#SheMeansBusiness – Speaking the language of business
“I wanted to help. I wanted to use what I knew to change lives – not a whole town or city or global population perhaps, but I wanted to make a difference with what I knew, what I had learned over the years in my work life. Think of it as payback."
Cyba Audi, a serial storyteller, is, by her own admission, on her ‘third life’ having had two different careers before founding her successful communications agency, Saba Consultants. But each step she has taken has informed or inspired the next, just like the acts of any great story.
“I started off as a banker,” says Cyba. “I worked in London for eight years before I moved to Dubai to work in television as a business news anchor, which I greatly enjoyed and in which i found a lot of success and celebrity. Six years on, I was the Arab world’s premiere business news anchor, and the big markets boom came to a halt. The rising tide that lifted all boats ebbed with the global financial crisis taking hold and planting fear and skepticism in people’s hearts. I considered how i could combine my knowledge of finance with my newly discovered skills and talents in media to help, to affect permanent change. So I quit television and started my consultancy in communication and reputation building. In the studio, I was the recipient of the story, as a consultant I help companies tell their stories.”
The knowledge economy
Cyba’s knowledge of multiple industries and her tenacity as a journalist have both been invaluable tools in helping her to set up her business. During the financial crisis of 2008 and beyond, many people with little or no media training found themselves thrust into the spotlight and facing difficult questions. Saba Communications had the skills to help. “Journalists made up their stories about Dubai,” she remembers, “their own versions of the truth, because official statements from Dubai’s government were just not coming. I wanted to help the city I had lived in (happily) for almost 7 years. The only way I knew how was to offer my expertise. If I know something you can benefit from, is it not better to share it and communicate it, so that you benefit too?”
The Challenges are Personal
Despite her powerful reputation and respect amongst Dubai’s business community and beyond, Cyba still faced difficulties in setting up her own business, just like any entrepreneur. “The challenges were both personal and practical,” says Cyba, “practical in the sense that I had no previous experience running a business. Nor did I know much about being a consultant, or the ways of the industry I had selected to be my new pasture. I learned on the job. I was adamant I was going to do something well, and I was going to do it ten times better – at least – than how it’s done now. I read and read and I learned.”
Cyba’s self-belief has also helped her overcome the personal doubts she encountered when building her consultancy. “The challenges were – and continue to be – also personal. It is the conversation you have in your head, telling yourself you will never see another piece of business after the one you are about to deliver, and then proceeding to convince yourself that is all nonsense and finding a hundred reasons why the truth of the matter is the exact opposite and how you should get up and make the truth happen again today. I may have been told off as a child for being stubborn, as a grown up I found tenacity a great ally.”
Encouragement, support and energy
As a mother of two grown daughters who now have their own careers, Cyba is passionate about supporting other women in the work place, helping them grow professionally and personally. Saba Consultants currently employs 10 women, many of who are mothers.
“Women rock!” says Cyba, when talking about her team. “Some [of the team] are smart fresh graduates who are open and absorb like sponges and flourish in a nurturing environment of amazing role models. Others are jugglers – we call them the mum-brigade. Some mums work from home and come to the office twice a week or as needed, others come into work at about 10:30 after dropping off at school, going back home, cooking the meal for when the kids come home from school, settling the baby, then zip over to the office for a solid 4-hour chunk of work. They can do that! The work gets done. Sometimes it gets done at 10 at night (because little one had the flu), and sometimes kids come to the office after school. But it all gets done! These women feel empowered because they are taking care of both parts of who they are. Where is a woman’s place? Anywhere she wants to be. Because when a woman feels fulfilled, she is a bottomless well of energy and giving.”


## AIM OF THE TASK
Write out word for word the lines from the one holding "pyautogui.click(x=<x>, y=<y>)" through the end of the data, and only those lines. Pictures stay out.

Items from a data source

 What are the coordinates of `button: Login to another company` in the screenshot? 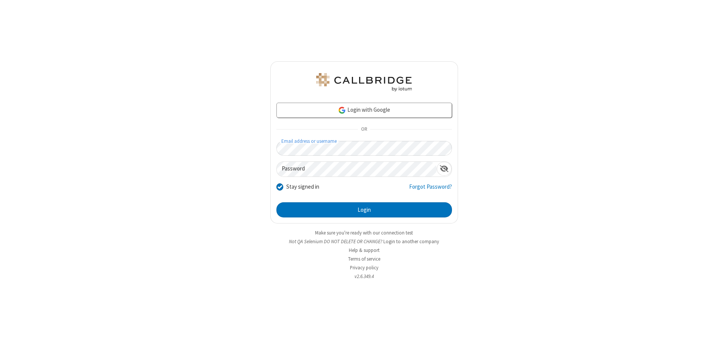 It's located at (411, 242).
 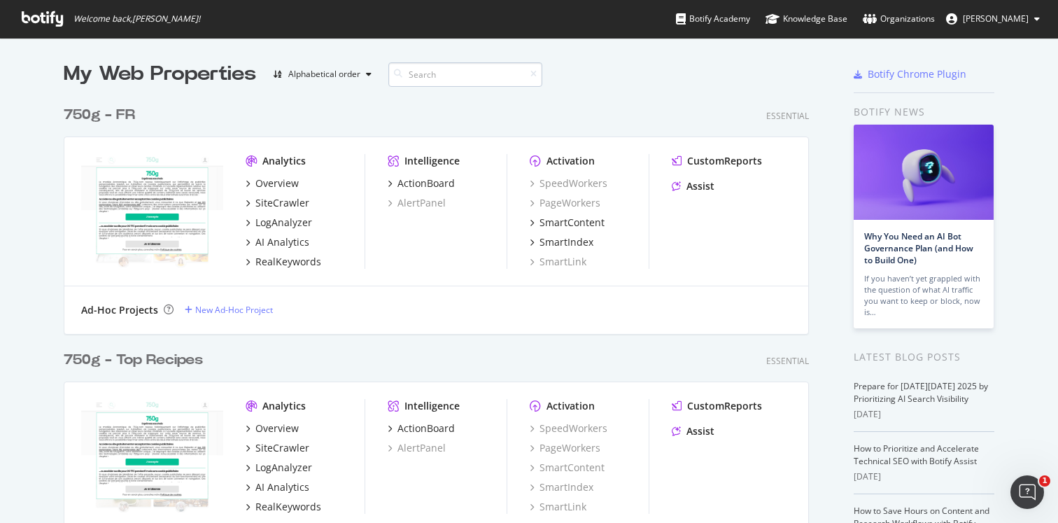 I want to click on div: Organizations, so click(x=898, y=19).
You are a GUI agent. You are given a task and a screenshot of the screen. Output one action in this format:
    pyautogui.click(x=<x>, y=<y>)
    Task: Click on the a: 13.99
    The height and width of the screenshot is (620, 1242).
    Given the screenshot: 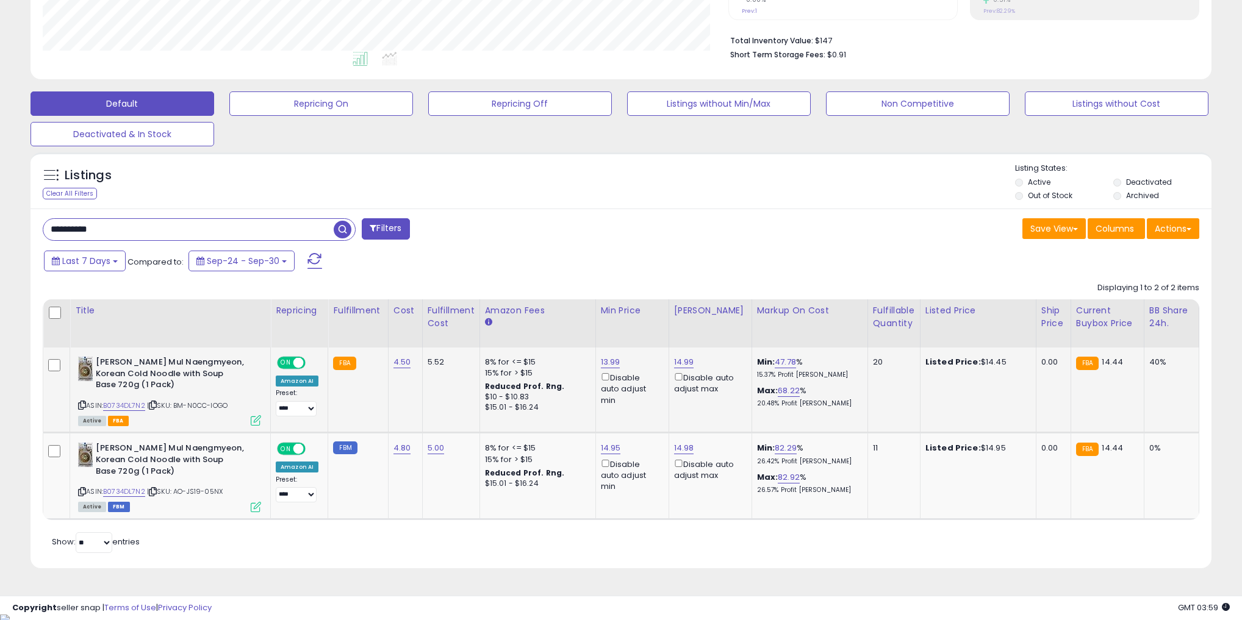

## PROBLEM SOLUTION
    pyautogui.click(x=<x>, y=<y>)
    Task: Click on the a: 13.99
    The height and width of the screenshot is (620, 1242).
    Given the screenshot: 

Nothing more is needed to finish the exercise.